And now for something completely different for Lent…
According to the Mozarabic Rite (celebrated daily in one place only in the whole world, the Capilla Muzarabe at Toledo Cathedral), during Lent, Mass begins in sober, solemn silence: the priest and his ministers advance to the altar, he bows before it in silent prayer, then ascends to and kisses it, before going to the chair, where he salutes the people, saying Dominus sit semper vobiscum (“The Lord be ever with you”), to which the response is the expected Et cum spiritu tuo (“And with your spirit”).
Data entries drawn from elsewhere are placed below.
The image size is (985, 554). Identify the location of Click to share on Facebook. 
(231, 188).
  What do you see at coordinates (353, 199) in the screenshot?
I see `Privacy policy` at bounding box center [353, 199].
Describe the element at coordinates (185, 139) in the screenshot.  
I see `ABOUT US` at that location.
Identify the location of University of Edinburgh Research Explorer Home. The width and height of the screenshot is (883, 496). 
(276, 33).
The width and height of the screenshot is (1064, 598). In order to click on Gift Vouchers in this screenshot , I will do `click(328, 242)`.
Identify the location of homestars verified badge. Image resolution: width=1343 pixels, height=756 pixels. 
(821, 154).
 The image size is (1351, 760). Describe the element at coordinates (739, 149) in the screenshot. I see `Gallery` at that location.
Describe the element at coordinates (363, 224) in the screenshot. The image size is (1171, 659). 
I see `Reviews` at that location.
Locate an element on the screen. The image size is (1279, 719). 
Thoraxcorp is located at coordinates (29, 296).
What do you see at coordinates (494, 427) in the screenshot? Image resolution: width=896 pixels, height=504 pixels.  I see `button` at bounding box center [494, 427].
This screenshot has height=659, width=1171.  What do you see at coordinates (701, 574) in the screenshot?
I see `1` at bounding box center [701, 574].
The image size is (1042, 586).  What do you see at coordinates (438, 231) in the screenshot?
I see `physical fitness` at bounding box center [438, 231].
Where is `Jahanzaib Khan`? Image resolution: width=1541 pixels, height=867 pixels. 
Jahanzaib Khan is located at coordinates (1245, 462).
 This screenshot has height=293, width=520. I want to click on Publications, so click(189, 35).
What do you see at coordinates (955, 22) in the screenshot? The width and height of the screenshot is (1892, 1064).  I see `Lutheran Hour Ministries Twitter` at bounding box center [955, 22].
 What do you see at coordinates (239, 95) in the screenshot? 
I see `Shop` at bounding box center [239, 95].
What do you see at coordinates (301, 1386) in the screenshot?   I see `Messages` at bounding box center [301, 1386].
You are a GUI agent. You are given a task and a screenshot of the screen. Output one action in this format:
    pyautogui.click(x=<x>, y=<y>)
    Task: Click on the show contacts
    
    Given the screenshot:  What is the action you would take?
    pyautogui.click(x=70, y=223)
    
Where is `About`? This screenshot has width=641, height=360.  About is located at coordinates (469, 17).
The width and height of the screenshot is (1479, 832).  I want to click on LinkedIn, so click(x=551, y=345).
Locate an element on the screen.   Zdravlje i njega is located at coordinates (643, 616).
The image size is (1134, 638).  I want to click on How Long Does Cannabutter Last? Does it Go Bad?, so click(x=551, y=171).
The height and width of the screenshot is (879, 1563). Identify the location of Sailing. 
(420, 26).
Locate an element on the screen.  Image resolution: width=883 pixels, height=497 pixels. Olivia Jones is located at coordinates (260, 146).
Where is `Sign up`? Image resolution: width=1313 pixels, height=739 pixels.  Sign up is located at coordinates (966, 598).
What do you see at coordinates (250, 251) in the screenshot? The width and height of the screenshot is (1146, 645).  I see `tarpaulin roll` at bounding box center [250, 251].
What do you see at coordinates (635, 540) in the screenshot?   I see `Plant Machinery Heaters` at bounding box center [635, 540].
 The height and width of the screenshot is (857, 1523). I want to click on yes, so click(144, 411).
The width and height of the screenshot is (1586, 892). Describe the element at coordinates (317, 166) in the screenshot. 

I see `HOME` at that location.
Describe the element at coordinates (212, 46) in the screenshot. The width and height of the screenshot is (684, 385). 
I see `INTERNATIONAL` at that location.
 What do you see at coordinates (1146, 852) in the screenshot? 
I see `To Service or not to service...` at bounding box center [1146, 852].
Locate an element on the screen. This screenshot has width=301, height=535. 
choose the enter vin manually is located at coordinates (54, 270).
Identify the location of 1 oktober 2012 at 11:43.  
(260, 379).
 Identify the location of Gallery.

Immediately, a lector begins the first of four lessons from, successively, the sapiential books, the historical books, the Epistles, and the Gospels. Mass in Lent thus commences as it did in Africa at the time of St Augustine, before any entrance chant was yet sung. The presence of two Old Testament lessons also bears testament to remotest antiquity – just as, in the Byzantine Rite, the lessons at Mass of the Presanctified during Great Lent are from Genesis and Proverbs; just as, in the time of St Ambrose, Genesis and Proverbs were the books from which the daily Lenten lessons read for catechumens came.
When the title of each of the first three lessons is read, the congregation replies Deo gratias; instead of saying so at the end of each readings, instead they say Amen. There is no psalm or chant between the first two lessons, neither is there between the last two; instead, there is a Psallendum (“that which is to be psalmed”), rather like a Gradual, between the Old Testament and New Testament lessons – except on Wednesdays and Fridays, when instead the Threni (“Laments”) are sung, similar to the Roman Tract, but with texts taken mainly from Jeremiah, Lamentations and Job – and, after rather than before the Gospel (one of the ancient Councils of Toledo having moved it), the Laudes (“Praises”) are sung, answering to the Roman Alleluia, except of course omitting that joyful word itself during this penitential season.
Of course, the Gospel is pronounced by the deacon (who goes to the lectern accompanied with candles and incense), he first declaring Dominus sit semper vobiscum, then censing the Gospel-book; and the people standing, responding to his reading its title, crying Gloria tibi, Domine. The Gospel ended, they cry again Amen. Then comes the homily, and the Laudes.
During Lent (whose ferial Masses, in the Mozarabic Rite, commence with Missa jejunii de Feria II inchoante Quadragesimæ “the Mass of the fast of Monday opening Lent”, after the first Sunday of Lent, since that Mass is still festive, and which may be conveniently considered to end on Wednesday of Holy Week, ere the special liturgies of the Paschal Triduum begin), the sapiential lesson is taken from either Proverbs or Ecclesiasticus, but not chosen, it seems, in any particular order.
However, the historical lessons are, it seems, a selection taken in sequence from the books of Genesis, Exodus, Numbers, Joshua, Judges, 1 & 2 Samuel, 1 & 2 Kings – from Creation to the Destruction of Jerusalem. The tale of man’s continual backsliding, his temporary repentances and oft-resumed sins, reaches its peak when God’s anger against man’s wickness issues in the burning of His holy temple.
The four main Catholic Epistles are read over: first James, then 1 & 2 Peter, and finally 1 John. This is a well-nigh continuous reading, as is that of the Gospel according to St John.
I once used these passages as my Lenten reading at morning meditation, and thought to provide the same daily this Lent, as something different, but indisputably Catholic. The modern edition of the Mozarabic Lectionary, the amusingly-named Liber Commicus, follows the Neo-Vulgate; not having a faithful rendering of it in English to hand, I instead employ the Douay-Rheims, that “useful crib to the Vulgate” as Mgr Ronald Knox once joked about the Greek New Testament! In its now-curious archaic sound, its painful adherence to the letter of its source, it no doubt parallels the odd sound and obscurity of the Old Latin version of the Scriptures still in vogue in the glory days of the Mozarabic Rite, before the Muslim conquest, and the coming of the Roman Rite to Spain as the Reconquest proceeded.
Therefore, each day from Monday in the first week of Lent to Wednesday in Holy Week, God willing, I will post these ferial lessons (in the process mulling over them myself), that such wisely appointed passages of Holy Writ, selected long ago by the ancient Church of Spain, may continue, God willing, to enlighten hearts. “Wisdom, let us attend!”